- **WHAT YOU NEED TO DO**
The answer is a stretch of the material below, returned exactly: the line containing "You are a GUI", the line containing "The width and height of the screenshot is (868, 341).", and all lines between.

- **DATA LISTING**
- Opening Delimiter -
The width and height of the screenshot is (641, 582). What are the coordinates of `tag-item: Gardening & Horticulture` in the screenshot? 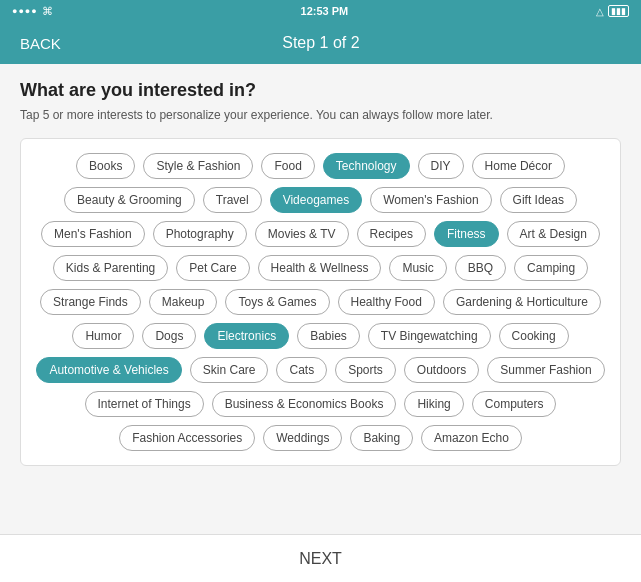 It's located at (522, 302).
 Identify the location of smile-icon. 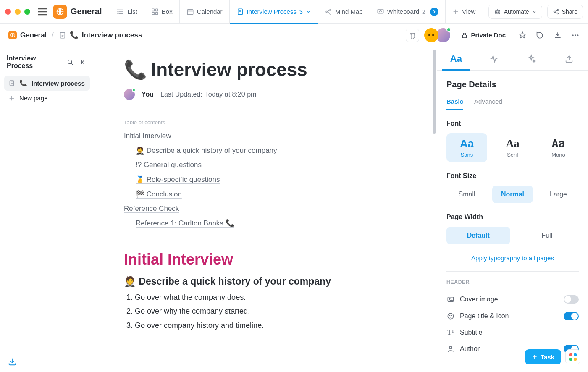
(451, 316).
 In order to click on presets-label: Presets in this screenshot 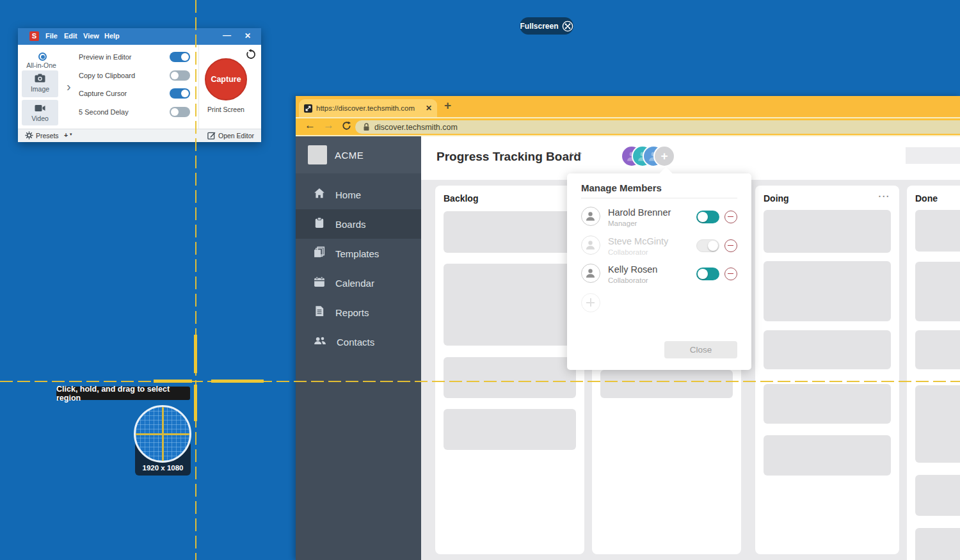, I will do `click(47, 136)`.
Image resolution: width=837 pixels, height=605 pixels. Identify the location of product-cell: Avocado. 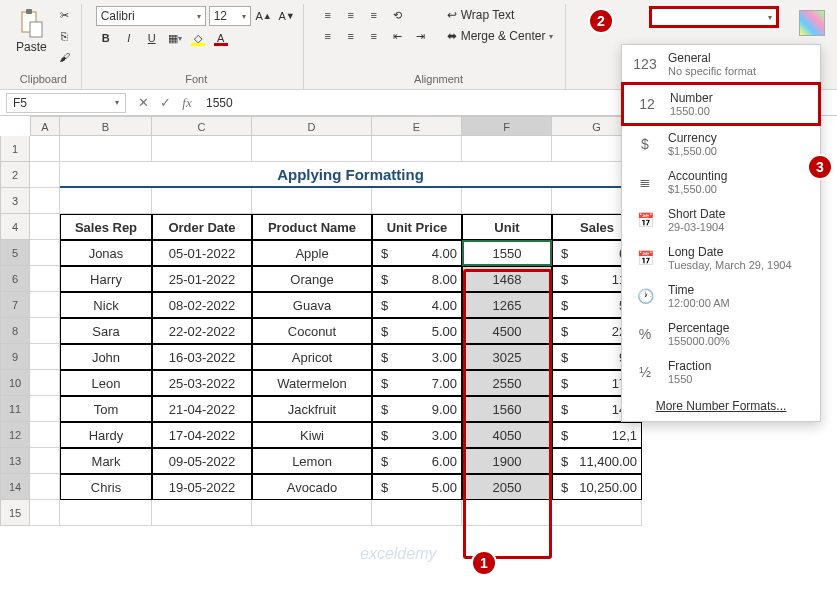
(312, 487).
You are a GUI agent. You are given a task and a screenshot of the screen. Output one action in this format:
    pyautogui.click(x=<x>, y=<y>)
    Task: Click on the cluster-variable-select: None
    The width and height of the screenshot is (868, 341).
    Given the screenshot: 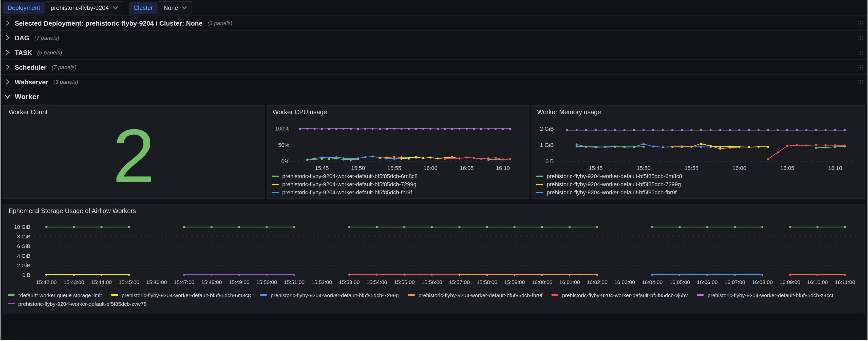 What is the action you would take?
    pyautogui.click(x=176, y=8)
- Closing Delimiter -
- **WRITTEN ANSWER**
You are a GUI agent. You are given a task and a screenshot of the screen. Output one action in this format:
    pyautogui.click(x=<x>, y=<y>)
    Task: Click on the cluster-variable-select: None
    The width and height of the screenshot is (868, 341).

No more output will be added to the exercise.